I wonder when will the SHTF in Australia. People are still spending and partying like it's 1999!
Maybe they'll be immune from this crisis. So far it seems to have held up well, outside of the AUD falling substantially and the stock market tanking. Home prices have started falling as well BUT you still don't get a sense that Australia will ever see 10% unemployment, let alone the 30% envisaged by some.
The party goes on down under!
Merry Christmas and blessings, Ilargi, Stoneleigh and all at the automatic earth.
D.Benton_Smith said about Karl D:
"Presumptuous, unimaginative and prejudicial. "
Ditto on that. To which I'd add the term "extremely" to "narcissist.".
Re Denninger
One thing that makes I&S so valuable is that they have found a path to use Austrian analysis without falling into the trap (crap?) of Libertarian hogwash.
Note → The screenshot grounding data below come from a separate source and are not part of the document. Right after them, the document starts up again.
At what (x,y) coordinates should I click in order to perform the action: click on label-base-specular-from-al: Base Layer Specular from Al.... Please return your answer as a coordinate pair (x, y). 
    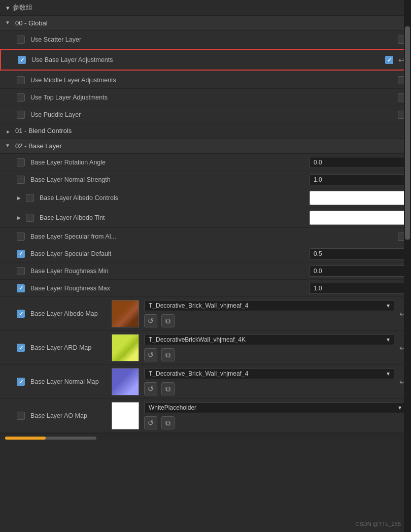
    Looking at the image, I should click on (214, 237).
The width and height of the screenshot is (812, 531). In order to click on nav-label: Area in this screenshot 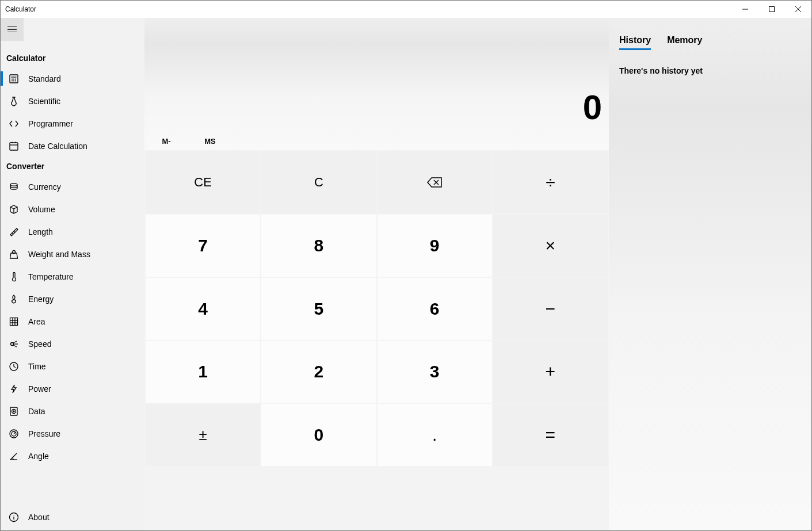, I will do `click(37, 322)`.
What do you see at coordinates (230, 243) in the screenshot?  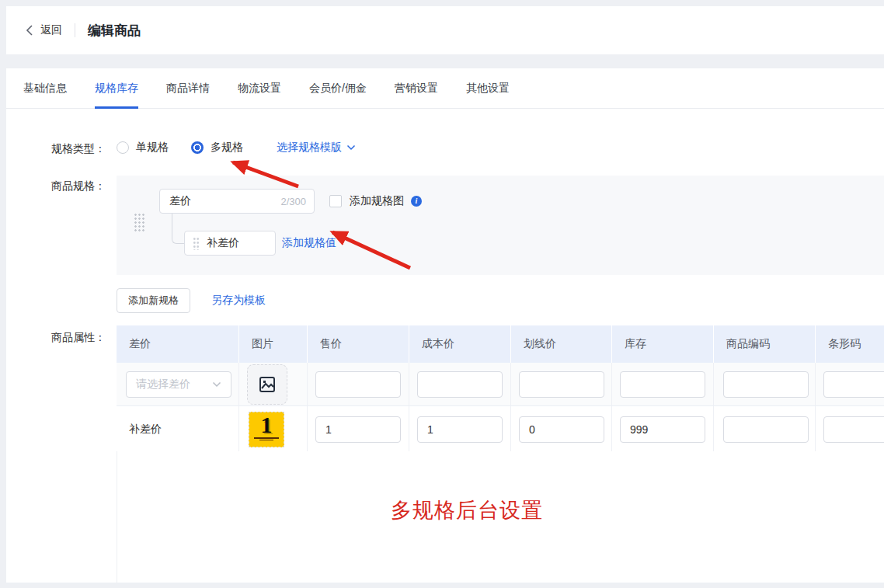 I see `spec-value-input: 补差价` at bounding box center [230, 243].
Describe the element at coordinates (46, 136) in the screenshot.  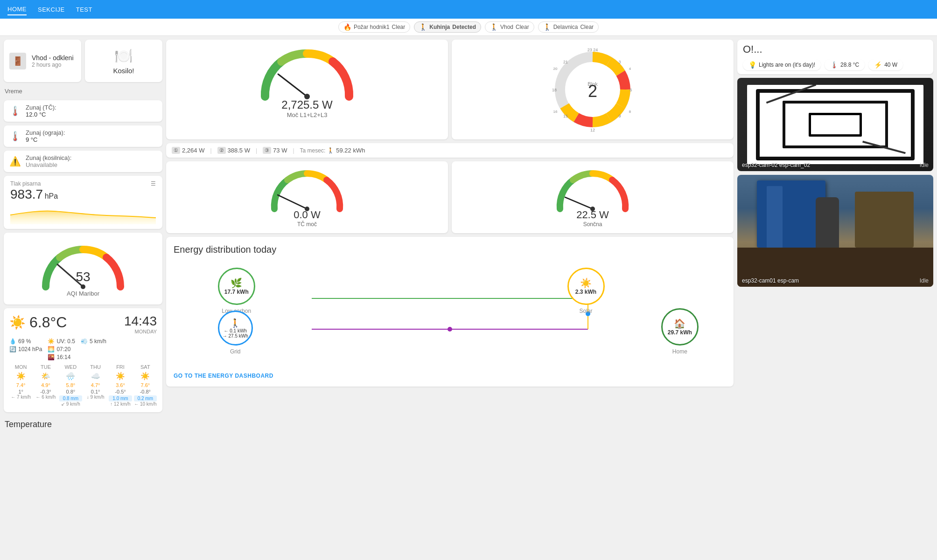
I see `temp-info-2: Zunaj (ograja): 9 °C` at that location.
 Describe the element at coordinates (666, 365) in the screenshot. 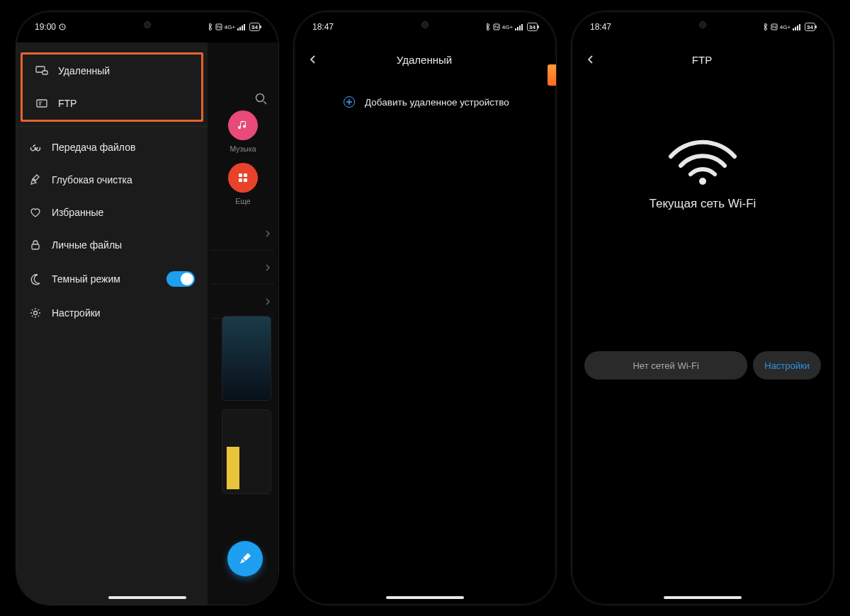

I see `no-wifi-pill: Нет сетей Wi-Fi` at that location.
Mish is a card carrying Libertarian, but he seems to keep his heart somehow in the right place, his analytical skills are very good, and on a practical level, he subscribes to most of the positions of I&S. With the substantial perverseness of human nature, putting forth a utopian solution to this mess would be an exercise in wankosity. However, the Schumacker prescription, "Small is beautiful," would be a good place to start.
Snuffy,
Assume you don't have heat because your system is dependent on some electricity to function. The amount of electricity to run a gas or #2 oil system is actually fairly small for a reasonably sized house - under a KW, since of course the serious energy comes from the fossil fuel. The energy is just for controls and heat transfer mediums. One solution is a small gasoline generator. Hondas are exceptionally quiet. Some of the older ones have lawnmower mufflers and could drive you bonkers in a few minutes.
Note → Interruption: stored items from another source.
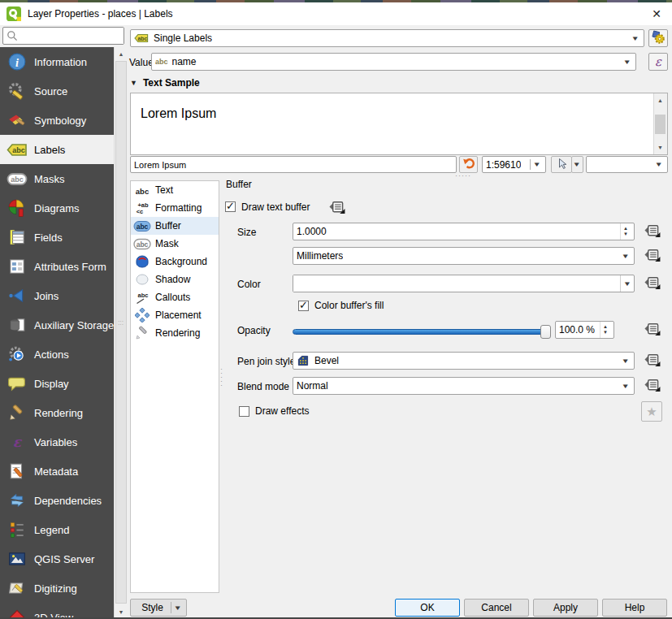 The height and width of the screenshot is (619, 672). What do you see at coordinates (652, 411) in the screenshot?
I see `effects-customize-button: ★` at bounding box center [652, 411].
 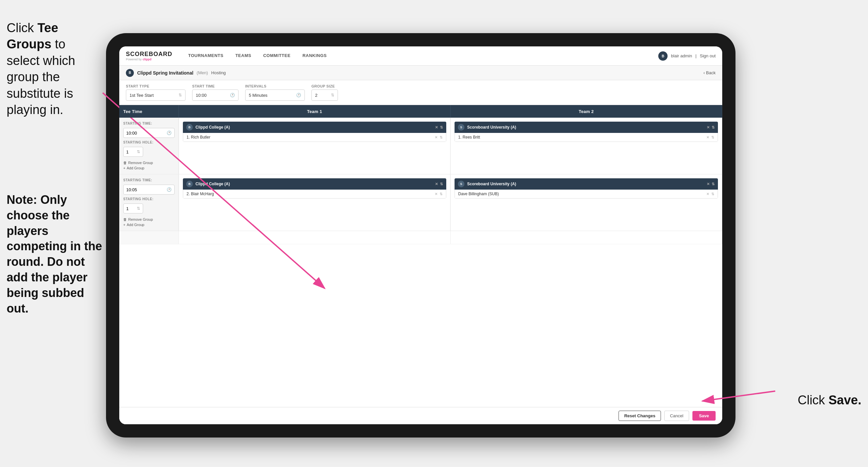 I want to click on player-expand-icon-1-2: ⇅, so click(x=713, y=138).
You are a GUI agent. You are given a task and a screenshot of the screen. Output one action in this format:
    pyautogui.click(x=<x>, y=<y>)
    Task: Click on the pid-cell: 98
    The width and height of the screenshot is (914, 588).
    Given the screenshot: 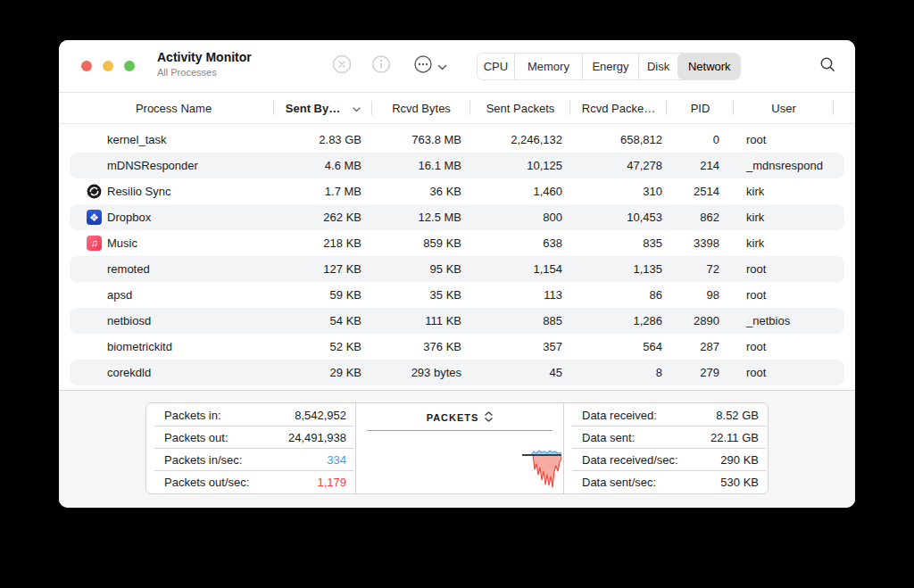 What is the action you would take?
    pyautogui.click(x=700, y=294)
Another solution I have been thinking about for a while, I call the Bagdad system, where you have 2-3 hours of central electric per day. This consists of a 2-3KW combo inverter/12 volt charger ( USD ~ 300) and a number of 12v deep cycles hooked in parallel. The number of deep cycles would determine the length of time you could run your house off the grid.
Re gold.
I don't trust any form of "paper gold" whatsoever. Coins are overpriced because the national mints have chosen not to mint them in the quantities in demand. Large bars are freely available at market prices for those with enough capital to buy them. The question would be how to buy them and how to store them. Certainly not in the USA after 1933. Probably a Switzerland vault. Then the question is can you trust operations such as James Turk's?
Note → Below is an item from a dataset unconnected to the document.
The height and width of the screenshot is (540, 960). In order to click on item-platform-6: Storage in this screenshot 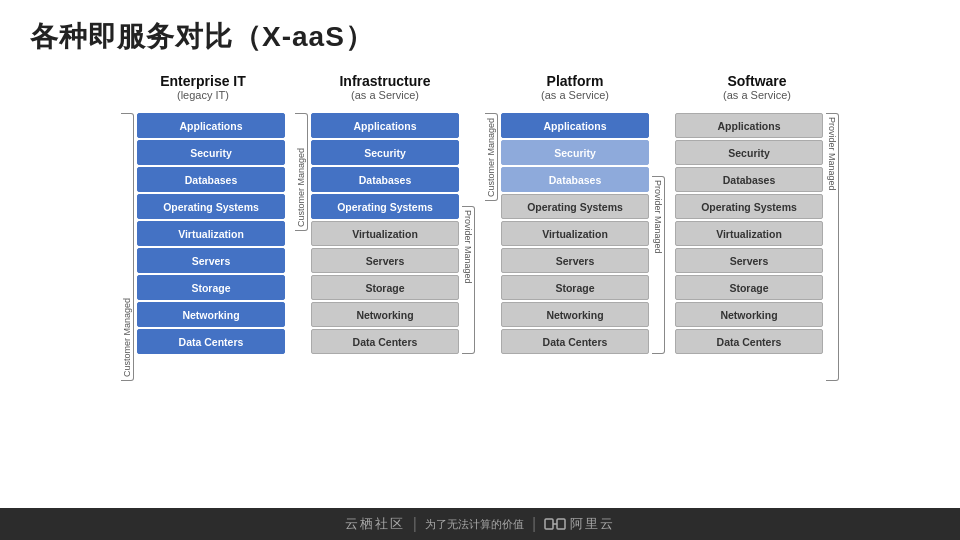, I will do `click(575, 288)`.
The Swedroe article doen't mention that the USG fixed gold at $35 per troy ounce and made it illegal for American citizens to own it, and in fact confiscated it. That probably put a dent in it's attractiveness.
Second, he is dealing with it's value vis-a-vis inflation, in the period in issue ( 1933 to the present). While we had fluctuations in currencies, sometimes fairly volatile, we never faced a panic collapse of the USD due to fears of a Treasury default. That is what we may be talking about here. It may have been more informative to study gold in relationship to countries' currencies which the USA is beginning to resemble, such as Argentina and its peso in the past decade. Anyone know of a source for this info?
Is it accurate to say GDP is projected to shrink 6% in the quarter? It seems more likely that it's projected to shrink *at a 6% annualized rate* in the quarter, which would be 1.5%. Not good, by any means, but a much less precipitous drop.